> **What to do**:
Extract the lines from the first line of the records below through the line containing "Image resolution: width=1242", inclusive, and reproduce them exactly as written.

··· Material for this exercise ···

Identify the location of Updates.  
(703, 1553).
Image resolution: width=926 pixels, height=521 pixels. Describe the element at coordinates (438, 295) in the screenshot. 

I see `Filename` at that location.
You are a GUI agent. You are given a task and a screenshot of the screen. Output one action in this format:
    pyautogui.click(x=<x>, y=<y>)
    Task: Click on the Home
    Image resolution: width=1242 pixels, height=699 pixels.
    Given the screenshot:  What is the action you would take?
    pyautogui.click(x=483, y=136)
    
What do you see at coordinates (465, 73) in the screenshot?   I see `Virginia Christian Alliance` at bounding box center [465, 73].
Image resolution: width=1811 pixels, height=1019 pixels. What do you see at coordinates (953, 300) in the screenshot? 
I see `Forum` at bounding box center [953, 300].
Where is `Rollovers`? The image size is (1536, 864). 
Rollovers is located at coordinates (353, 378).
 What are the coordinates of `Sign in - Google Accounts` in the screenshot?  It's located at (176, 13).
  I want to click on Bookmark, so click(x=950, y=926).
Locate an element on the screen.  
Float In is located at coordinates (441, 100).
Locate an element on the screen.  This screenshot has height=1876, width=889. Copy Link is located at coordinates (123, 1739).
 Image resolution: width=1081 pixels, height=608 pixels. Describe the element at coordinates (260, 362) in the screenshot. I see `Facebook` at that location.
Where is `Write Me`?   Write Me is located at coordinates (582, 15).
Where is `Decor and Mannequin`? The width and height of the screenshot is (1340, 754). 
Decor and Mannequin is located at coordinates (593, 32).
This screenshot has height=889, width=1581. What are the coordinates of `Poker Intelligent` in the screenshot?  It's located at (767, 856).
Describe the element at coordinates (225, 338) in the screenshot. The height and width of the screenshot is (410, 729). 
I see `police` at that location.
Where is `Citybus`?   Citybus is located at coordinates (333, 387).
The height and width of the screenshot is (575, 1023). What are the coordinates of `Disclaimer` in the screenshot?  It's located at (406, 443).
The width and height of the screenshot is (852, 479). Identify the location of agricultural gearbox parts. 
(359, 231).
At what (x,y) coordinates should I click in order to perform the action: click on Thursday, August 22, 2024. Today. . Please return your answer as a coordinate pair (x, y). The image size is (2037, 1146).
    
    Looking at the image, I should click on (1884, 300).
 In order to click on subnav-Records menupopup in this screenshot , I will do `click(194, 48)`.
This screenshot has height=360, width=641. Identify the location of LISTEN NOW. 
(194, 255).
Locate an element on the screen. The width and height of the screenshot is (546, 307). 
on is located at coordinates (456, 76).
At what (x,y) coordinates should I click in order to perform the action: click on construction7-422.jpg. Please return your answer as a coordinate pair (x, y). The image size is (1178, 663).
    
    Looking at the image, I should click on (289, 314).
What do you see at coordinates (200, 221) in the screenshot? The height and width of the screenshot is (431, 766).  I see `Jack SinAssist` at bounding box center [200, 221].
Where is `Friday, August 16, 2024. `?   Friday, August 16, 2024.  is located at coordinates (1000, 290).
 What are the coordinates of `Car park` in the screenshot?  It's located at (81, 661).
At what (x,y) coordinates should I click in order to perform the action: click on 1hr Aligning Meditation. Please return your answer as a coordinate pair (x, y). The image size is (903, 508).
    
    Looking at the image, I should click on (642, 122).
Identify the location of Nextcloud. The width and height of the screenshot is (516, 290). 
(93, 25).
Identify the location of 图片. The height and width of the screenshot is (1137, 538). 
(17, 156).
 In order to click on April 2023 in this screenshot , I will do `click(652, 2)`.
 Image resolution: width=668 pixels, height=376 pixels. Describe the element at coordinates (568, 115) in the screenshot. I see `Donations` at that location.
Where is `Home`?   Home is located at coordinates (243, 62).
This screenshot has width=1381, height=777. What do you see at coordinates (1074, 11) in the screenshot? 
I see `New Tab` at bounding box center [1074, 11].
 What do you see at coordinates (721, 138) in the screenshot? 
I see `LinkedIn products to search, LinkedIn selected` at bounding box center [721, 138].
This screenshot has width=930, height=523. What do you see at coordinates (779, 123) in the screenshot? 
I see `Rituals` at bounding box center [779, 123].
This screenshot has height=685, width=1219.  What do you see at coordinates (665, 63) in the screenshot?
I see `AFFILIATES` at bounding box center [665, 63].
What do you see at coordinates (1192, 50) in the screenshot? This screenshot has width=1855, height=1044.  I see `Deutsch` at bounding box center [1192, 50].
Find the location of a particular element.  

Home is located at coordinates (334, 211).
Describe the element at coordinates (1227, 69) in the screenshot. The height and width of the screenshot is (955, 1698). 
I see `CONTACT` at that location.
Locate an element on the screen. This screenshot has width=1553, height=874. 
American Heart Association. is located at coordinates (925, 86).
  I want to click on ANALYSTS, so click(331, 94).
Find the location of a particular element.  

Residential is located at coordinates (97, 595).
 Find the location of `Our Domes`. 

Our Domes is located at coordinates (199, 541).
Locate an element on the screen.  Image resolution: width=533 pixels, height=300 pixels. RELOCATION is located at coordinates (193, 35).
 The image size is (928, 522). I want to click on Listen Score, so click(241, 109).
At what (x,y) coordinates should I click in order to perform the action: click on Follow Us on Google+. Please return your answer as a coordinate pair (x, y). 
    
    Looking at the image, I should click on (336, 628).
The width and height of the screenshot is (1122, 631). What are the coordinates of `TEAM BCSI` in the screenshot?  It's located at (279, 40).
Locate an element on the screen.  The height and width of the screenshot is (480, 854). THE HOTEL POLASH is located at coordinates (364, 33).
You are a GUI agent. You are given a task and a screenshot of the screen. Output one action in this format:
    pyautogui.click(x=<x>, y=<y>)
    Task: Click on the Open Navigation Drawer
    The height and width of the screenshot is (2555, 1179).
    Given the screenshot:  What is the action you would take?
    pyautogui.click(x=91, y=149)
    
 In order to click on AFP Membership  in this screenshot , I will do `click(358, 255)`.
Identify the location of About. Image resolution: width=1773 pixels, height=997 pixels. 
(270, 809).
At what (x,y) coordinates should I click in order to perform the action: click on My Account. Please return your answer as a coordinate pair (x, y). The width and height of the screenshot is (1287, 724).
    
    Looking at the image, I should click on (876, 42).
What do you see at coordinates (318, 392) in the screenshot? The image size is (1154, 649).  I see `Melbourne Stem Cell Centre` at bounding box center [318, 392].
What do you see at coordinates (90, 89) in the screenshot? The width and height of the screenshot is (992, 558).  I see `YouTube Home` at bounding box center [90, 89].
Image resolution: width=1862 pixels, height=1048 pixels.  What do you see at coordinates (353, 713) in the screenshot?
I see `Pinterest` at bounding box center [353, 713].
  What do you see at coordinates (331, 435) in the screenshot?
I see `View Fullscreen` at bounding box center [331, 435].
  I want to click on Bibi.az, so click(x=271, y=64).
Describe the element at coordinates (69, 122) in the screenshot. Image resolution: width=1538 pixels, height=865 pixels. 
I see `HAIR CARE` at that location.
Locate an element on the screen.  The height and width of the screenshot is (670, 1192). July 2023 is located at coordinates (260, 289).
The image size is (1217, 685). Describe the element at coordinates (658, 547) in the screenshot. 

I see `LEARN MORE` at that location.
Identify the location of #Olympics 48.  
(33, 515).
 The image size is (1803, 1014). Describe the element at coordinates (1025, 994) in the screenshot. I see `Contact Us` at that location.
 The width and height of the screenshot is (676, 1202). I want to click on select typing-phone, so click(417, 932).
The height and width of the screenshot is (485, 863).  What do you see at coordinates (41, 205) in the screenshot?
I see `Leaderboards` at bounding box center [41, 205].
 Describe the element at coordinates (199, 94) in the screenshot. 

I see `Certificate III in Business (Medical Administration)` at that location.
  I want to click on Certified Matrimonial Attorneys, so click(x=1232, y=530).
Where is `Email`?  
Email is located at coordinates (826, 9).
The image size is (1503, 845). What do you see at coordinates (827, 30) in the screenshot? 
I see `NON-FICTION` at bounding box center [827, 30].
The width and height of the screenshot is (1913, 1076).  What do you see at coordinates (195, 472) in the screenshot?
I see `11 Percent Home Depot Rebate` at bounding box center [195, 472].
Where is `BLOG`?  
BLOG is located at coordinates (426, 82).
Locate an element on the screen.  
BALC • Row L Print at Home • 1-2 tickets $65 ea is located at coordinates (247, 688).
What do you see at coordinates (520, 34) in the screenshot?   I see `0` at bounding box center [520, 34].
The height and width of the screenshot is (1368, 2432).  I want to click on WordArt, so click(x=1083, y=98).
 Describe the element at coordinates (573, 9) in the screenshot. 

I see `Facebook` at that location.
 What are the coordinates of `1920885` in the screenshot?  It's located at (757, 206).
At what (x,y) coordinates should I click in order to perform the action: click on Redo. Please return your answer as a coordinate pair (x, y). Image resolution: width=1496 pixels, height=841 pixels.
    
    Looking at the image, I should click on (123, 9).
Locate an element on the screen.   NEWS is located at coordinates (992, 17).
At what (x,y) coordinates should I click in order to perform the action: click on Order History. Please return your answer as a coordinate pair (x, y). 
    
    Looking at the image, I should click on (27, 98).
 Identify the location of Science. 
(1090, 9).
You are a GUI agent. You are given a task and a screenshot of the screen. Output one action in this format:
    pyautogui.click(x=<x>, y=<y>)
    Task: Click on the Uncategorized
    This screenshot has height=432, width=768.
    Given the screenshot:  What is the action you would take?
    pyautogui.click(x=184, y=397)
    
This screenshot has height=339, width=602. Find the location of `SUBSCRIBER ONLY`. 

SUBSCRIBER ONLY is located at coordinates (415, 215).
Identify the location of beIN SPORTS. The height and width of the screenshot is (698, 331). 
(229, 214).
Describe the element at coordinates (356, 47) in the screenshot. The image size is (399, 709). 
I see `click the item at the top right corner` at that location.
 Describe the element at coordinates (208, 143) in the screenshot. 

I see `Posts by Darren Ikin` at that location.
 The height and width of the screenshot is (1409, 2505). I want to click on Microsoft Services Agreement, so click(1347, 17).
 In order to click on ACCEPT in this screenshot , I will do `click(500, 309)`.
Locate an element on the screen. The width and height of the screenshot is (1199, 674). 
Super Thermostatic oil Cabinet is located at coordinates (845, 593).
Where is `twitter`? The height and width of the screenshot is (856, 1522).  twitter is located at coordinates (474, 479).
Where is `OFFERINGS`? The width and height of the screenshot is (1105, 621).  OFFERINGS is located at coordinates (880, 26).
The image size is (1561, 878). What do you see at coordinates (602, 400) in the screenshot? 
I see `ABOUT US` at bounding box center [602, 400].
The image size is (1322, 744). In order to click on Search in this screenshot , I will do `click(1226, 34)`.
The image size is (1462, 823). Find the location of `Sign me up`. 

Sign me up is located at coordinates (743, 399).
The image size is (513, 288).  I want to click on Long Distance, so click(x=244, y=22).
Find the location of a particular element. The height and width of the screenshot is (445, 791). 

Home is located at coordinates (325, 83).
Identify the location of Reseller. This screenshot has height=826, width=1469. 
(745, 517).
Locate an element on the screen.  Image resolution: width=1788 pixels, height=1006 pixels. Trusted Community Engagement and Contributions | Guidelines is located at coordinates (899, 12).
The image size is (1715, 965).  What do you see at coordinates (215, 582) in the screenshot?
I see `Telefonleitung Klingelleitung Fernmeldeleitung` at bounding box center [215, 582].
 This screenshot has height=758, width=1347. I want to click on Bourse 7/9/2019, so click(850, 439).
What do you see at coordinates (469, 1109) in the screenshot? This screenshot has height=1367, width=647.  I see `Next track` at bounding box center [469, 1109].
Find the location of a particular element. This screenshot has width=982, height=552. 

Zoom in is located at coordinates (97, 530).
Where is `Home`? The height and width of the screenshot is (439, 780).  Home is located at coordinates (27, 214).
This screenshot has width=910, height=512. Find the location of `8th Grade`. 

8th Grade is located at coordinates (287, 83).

···

> **Exercise result**:
Identify the location of Updates.  
(703, 1553).
Image resolution: width=926 pixels, height=521 pixels. Describe the element at coordinates (438, 295) in the screenshot. 

I see `Filename` at that location.
You are a GUI agent. You are given a task and a screenshot of the screen. Output one action in this format:
    pyautogui.click(x=<x>, y=<y>)
    Task: Click on the Home
    Image resolution: width=1242 pixels, height=699 pixels.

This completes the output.